🇩🇪 Germany · wedding
Polterabend — Germany's noisy pre-wedding tradition
The pre-wedding evening where guests smash porcelain for good luck — and the bride and groom sweep it up together. Captured in photos that usually nobody collects.
Polterabend is the evening Germans break dishes. Not out of anger — out of superstition. Shards bring luck, the saying goes, and the bride and groom sweep them up together as a symbolic rehearsal for marriage.
What happens
Guests bring old porcelain. No glasses, no mirrors — only porcelain, because glass brings bad luck. They throw it onto a stone slab in front of the door or in the yard. It crashes, everyone laughs, someone starts filming.
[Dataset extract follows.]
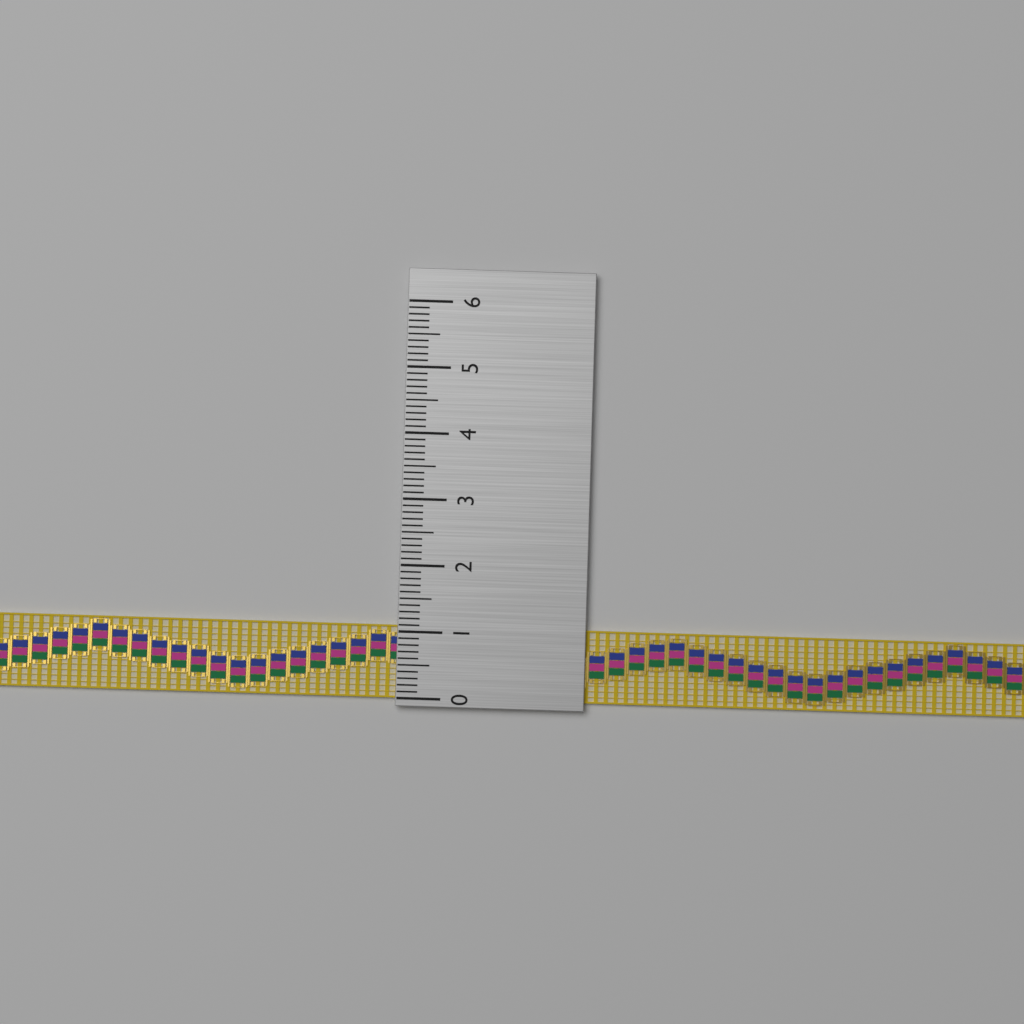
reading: 1.1 (no unit)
Then the couple grab a broom and dustpan and sweep together. Whoever laughs most or runs out of patience first hints at who in the marriage will tidy up more often.
Why the photos get lost
Polterabend isn't the actual wedding day. Nobody hired a photographer. Aunt Heike takes 80 phone photos and promises to send them — never does. The uncle films the sweeping in vertical video and forgets it in his camera roll.
In the end the bride has three pictures from her sister's WhatsApp story. The rest is scattered across 14 different phones that will get an iOS update in two months and delete the whole album.
How Galeira helps
One QR code printed on an A5 sheet, taped to the front door. Every guest scans it, opens the page — no download, no signup — and picks their Polterabend photos.
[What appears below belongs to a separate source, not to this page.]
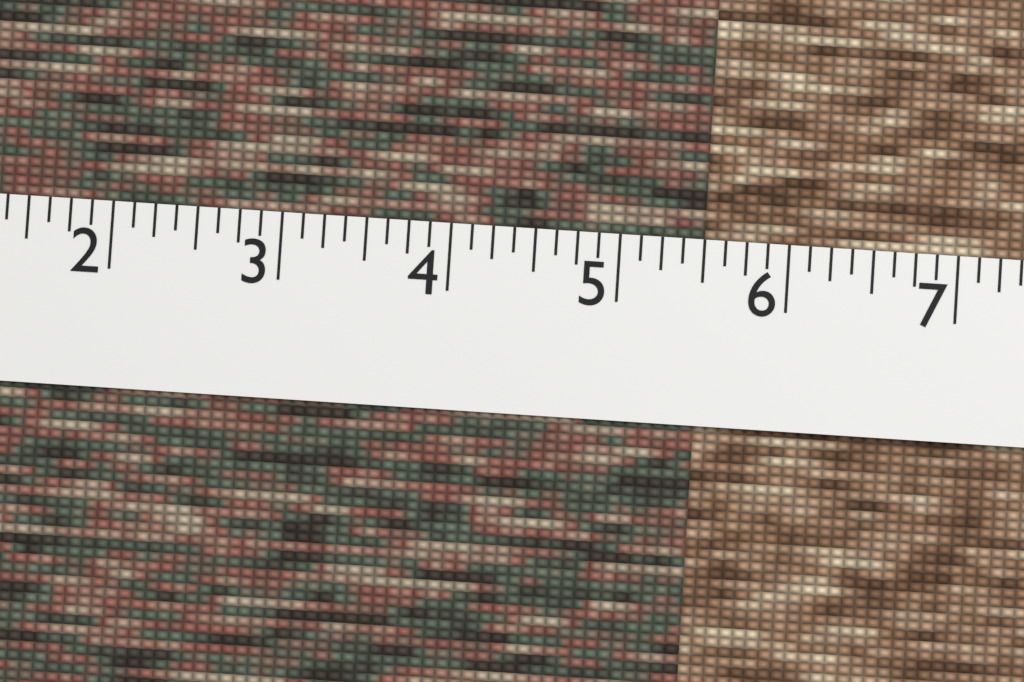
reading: 5.500 (no unit)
Photos land in your gallery at full resolution. If you've set up Google Drive or Dropbox mirroring, they auto-mirror there too.
Before the evening
Create a Galeira event a week ahead. Print the QR at three sizes: A5 for the front door, A6 for the buffet table, A4 for the wall inside. When the shards fly, everyone has a reminder in their pocket where the QR is.
After
The next morning — usually with a slight headache — you open the gallery. You see your parents' faces breaking dishes. You see yourself with the broom, laughing. You see the moments that blur in memory, in full sharpness.
You download everything at once, or keep the Galeira gallery for your plan's archive period — approved originals mirror to your connected Google Drive or Dropbox, with status you can verify. Galeira is free to start.
Frequently asked
What is Polterabend?
The German pre-wedding tradition where friends and neighbours arrive at the couple's home with old porcelain and smash it on the ground outside the front door for luck.
Why only porcelain — never glass?
Scherben bringen Glück ('shards bring luck') applies to porcelain only. Glass is associated with funerals; smashing glass is bad luck. Mirrors are very bad luck.
When does Polterabend happen?
The evening before the civil-ceremony wedding day. After the chaos, the couple sweeps up the shards together as a symbolic team test.
Is Polterabend invitation-only?
No — it's informal. Friends, family, and neighbours simply show up between 6 and 9 pm with their porcelain. The couple greets each arrival and opens beer or Schnaps.
Other cultures in the series
Hosting your own Germany wedding?
Galeira gives you one QR code that turns every guest's phone into a camera and mirrors approved photos to a cloud you already own once it's connected. Free to start.